Désolé. Je n'arrive pas à lire votre message. L'Académie Française me dit ce qu'on peut dire. Parlez-vous une langue barbare? Comme un chouchou basané, ou un gitan?
I don't understand. So France is islamic country? Or islamic and non-islamic country? Afaik majority of France population does not follow islam, or am I wrong here?
people can and should be allowed to be members of minority ethnicities and religions and practice their religion and culture without being impeded by the state
Are you trying to force me to be racist or what are your intentions
no man you're doing that on your own
I am talking about girls, who should respect local culture and not wear a hijab. Where do you see racism/islamophobia?
in the position that everyone should be forced to conform to the native culture. Glad to clear up the confusion
they are different they have a different religion. Are you saying that to live in France you must belong to the same ethno religious background as white Frenchmen. Bacause that's so unprogressive you might as well go back to persecuting Huguenots.

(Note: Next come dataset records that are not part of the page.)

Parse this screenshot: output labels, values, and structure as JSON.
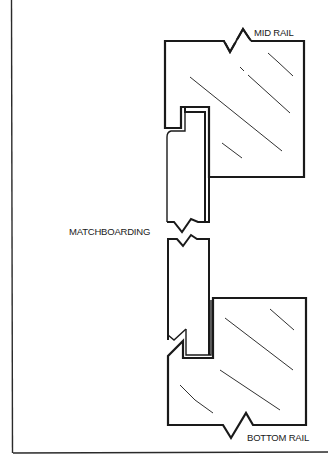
{
  "figure": {
    "type": "cross-section joinery diagram",
    "stroke_color": "#1a1a1a",
    "background": "#ffffff"
  },
  "labels": {
    "mid_rail": "MID RAIL",
    "matchboarding": "MATCHBOARDING",
    "bottom_rail": "BOTTOM RAIL"
  },
  "parts": [
    {
      "name": "mid-rail",
      "description": "upper rail section with groove, hatched, broken top edge"
    },
    {
      "name": "matchboarding",
      "description": "vertical tongued board, broken in middle"
    },
    {
      "name": "bottom-rail",
      "description": "lower rail section with groove and weathered lip, hatched, broken bottom edge"
    }
  ]
}
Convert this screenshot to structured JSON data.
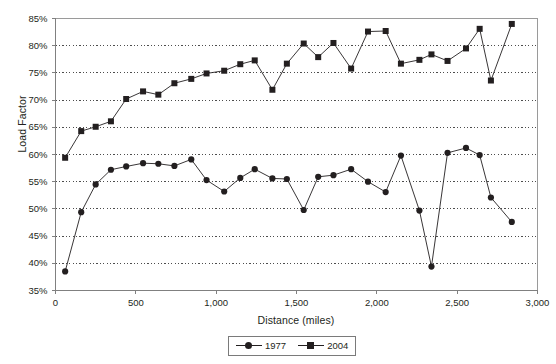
{
  "chart_data": {
    "type": "line",
    "title": "",
    "xlabel": "Distance (miles)",
    "ylabel": "Load Factor",
    "xlim": [
      0,
      3000
    ],
    "ylim": [
      35,
      85
    ],
    "xticks": [
      0,
      500,
      1000,
      1500,
      2000,
      2500,
      3000
    ],
    "xtick_labels": [
      "0",
      "500",
      "1,000",
      "1,500",
      "2,000",
      "2,500",
      "3,000"
    ],
    "yticks": [
      35,
      40,
      45,
      50,
      55,
      60,
      65,
      70,
      75,
      80,
      85
    ],
    "ytick_labels": [
      "35%",
      "40%",
      "45%",
      "50%",
      "55%",
      "60%",
      "65%",
      "70%",
      "75%",
      "80%",
      "85%"
    ],
    "grid": "horizontal-dotted",
    "legend_position": "bottom-center",
    "x": [
      60,
      160,
      250,
      345,
      440,
      545,
      640,
      740,
      845,
      940,
      1050,
      1150,
      1240,
      1350,
      1440,
      1545,
      1635,
      1730,
      1840,
      1945,
      2055,
      2150,
      2265,
      2340,
      2440,
      2555,
      2640,
      2710,
      2840
    ],
    "series": [
      {
        "name": "1977",
        "marker": "circle",
        "values": [
          38.5,
          49.4,
          54.5,
          57.2,
          57.8,
          58.4,
          58.3,
          57.9,
          59.1,
          55.3,
          53.2,
          55.7,
          57.3,
          55.6,
          55.5,
          49.8,
          55.9,
          56.2,
          57.3,
          55.0,
          53.1,
          59.8,
          49.7,
          39.4,
          60.3,
          61.2,
          59.9,
          52.1,
          47.6
        ]
      },
      {
        "name": "2004",
        "marker": "square",
        "values": [
          59.4,
          64.3,
          65.1,
          66.1,
          70.2,
          71.6,
          71.0,
          73.1,
          73.9,
          74.9,
          75.4,
          76.6,
          77.3,
          71.9,
          76.7,
          80.4,
          77.9,
          80.5,
          75.8,
          82.6,
          82.7,
          76.7,
          77.4,
          78.4,
          77.2,
          79.5,
          83.1,
          73.6,
          84.0
        ]
      }
    ],
    "legend": [
      {
        "label": "1977",
        "marker": "circle"
      },
      {
        "label": "2004",
        "marker": "square"
      }
    ],
    "colors": {
      "series": "#231f20",
      "grid": "#4d4d4d",
      "axis": "#808080",
      "background": "#ffffff"
    }
  }
}
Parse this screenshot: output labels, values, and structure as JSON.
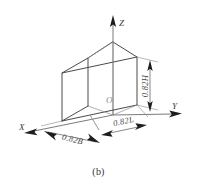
{
  "figure": {
    "caption": "(b)",
    "type": "axonometric-wireframe-box",
    "origin_label": "O",
    "axes": [
      {
        "id": "x",
        "label": "X",
        "direction": "lower-left"
      },
      {
        "id": "y",
        "label": "Y",
        "direction": "right"
      },
      {
        "id": "z",
        "label": "Z",
        "direction": "up"
      }
    ],
    "dimensions": [
      {
        "id": "width",
        "label": "0.82B",
        "axis": "X",
        "placement": "bottom-front-left"
      },
      {
        "id": "length",
        "label": "0.82L",
        "axis": "Y",
        "placement": "bottom-front-right"
      },
      {
        "id": "height",
        "label": "0.82H",
        "axis": "Z",
        "placement": "right-vertical"
      }
    ],
    "colors": {
      "background": "#ffffff",
      "visible_edge": "#4a4a4a",
      "hidden_edge": "#8f8f8f",
      "axis": "#6b6b6b",
      "extension_line": "#9a9a9a",
      "arrow": "#1d1d1d",
      "text": "#3b3b3b",
      "origin_text": "#8a8a8a"
    }
  }
}
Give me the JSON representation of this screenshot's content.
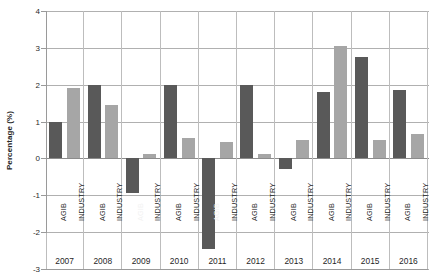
{
  "chart_data": {
    "type": "bar",
    "title": "",
    "xlabel": "",
    "ylabel": "Percentage (%)",
    "ylim": [
      -3,
      4
    ],
    "yticks": [
      4,
      3,
      2,
      1,
      0,
      -1,
      -2,
      -3
    ],
    "ytick_labels": [
      "4",
      "3",
      "2",
      "1",
      "0",
      "-1",
      "-2",
      "-3"
    ],
    "grid": true,
    "legend": "none",
    "categories": [
      "2007",
      "2008",
      "2009",
      "2010",
      "2011",
      "2012",
      "2013",
      "2014",
      "2015",
      "2016"
    ],
    "series": [
      {
        "name": "AGIB",
        "color": "#595959",
        "values": [
          1.0,
          2.0,
          -0.95,
          2.0,
          -2.45,
          2.0,
          -0.3,
          1.8,
          2.75,
          1.85
        ]
      },
      {
        "name": "INDUSTRY",
        "color": "#a6a6a6",
        "values": [
          1.9,
          1.45,
          0.12,
          0.55,
          0.45,
          0.12,
          0.5,
          3.05,
          0.5,
          0.65
        ]
      }
    ],
    "bar_labels": [
      "AGIB",
      "INDUSTRY",
      "AGIB",
      "INDUSTRY",
      "AGIB",
      "INDUSTRY",
      "AGIB",
      "INDUSTRY",
      "AGIB",
      "INDUSTRY",
      "AGIB",
      "INDUSTRY",
      "AGIB",
      "INDUSTRY",
      "AGIB",
      "INDUSTRY",
      "AGIB",
      "INDUSTRY",
      "AGIB",
      "INDUSTRY"
    ]
  },
  "axis": {
    "y_title": "Percentage (%)"
  }
}
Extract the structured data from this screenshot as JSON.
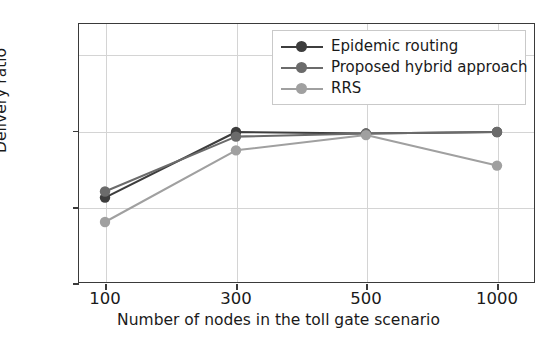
{
  "chart_data": {
    "type": "line",
    "title": "",
    "xlabel": "Number of nodes in the toll gate scenario",
    "ylabel": "Delivery ratio",
    "categories": [
      "100",
      "300",
      "500",
      "1000"
    ],
    "x_tick_labels": [
      "100",
      "300",
      "500",
      "1000"
    ],
    "y_tick_labels": [
      "0.9",
      "0.95",
      "1.0"
    ],
    "y_tick_values": [
      0.9,
      0.95,
      1.0
    ],
    "ylim": [
      0.9,
      1.0705
    ],
    "grid": true,
    "legend_position": "upper right",
    "series": [
      {
        "name": "Epidemic routing",
        "color": "#3d3d3d",
        "values": [
          0.956,
          0.999,
          0.998,
          0.999
        ]
      },
      {
        "name": "Proposed hybrid approach",
        "color": "#6b6b6b",
        "values": [
          0.96,
          0.996,
          0.998,
          0.999
        ]
      },
      {
        "name": "RRS",
        "color": "#a0a0a0",
        "values": [
          0.94,
          0.987,
          0.997,
          0.977
        ]
      }
    ]
  },
  "axes": {
    "xlabel": "Number of nodes in the toll gate scenario",
    "ylabel": "Delivery ratio"
  },
  "legend": {
    "entries": [
      {
        "label": "Epidemic routing"
      },
      {
        "label": "Proposed hybrid approach"
      },
      {
        "label": "RRS"
      }
    ]
  }
}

Got it. Not wearing = islamophobia
no it is not islamophobic to not wear Islamic religious dress it is islamophobic to forbid anyone else of wearing it. Similarly it would not be anti-semitic to not wear a kippah but it would be anti-semitic to forbid anyone else wearing a kippah
because of freedom of conscience these girls should have the freedom to follow the religious beliefs they choose and the state or school system has no business intervening
We are expected to respect local culture when we visit islamic countries. Although I'm all for self-expression and freedom I can't see why France is making a mistake here.
Except that you can't separate girls with abayas from locals/local culture. They are also French, of a nation with many ethnicities living in it. To say that people of certain ethnic minorities are not "locals" is profoundly xenophobic.
Religion deserves no respect because there is nothing intrinsically objective about it. Anyone can believe anything. So, I propose we simply have rules that are for everyone, ignores religion, and we just live by them. As long as your religion doesn't break those rules, do whatever the fuck you want.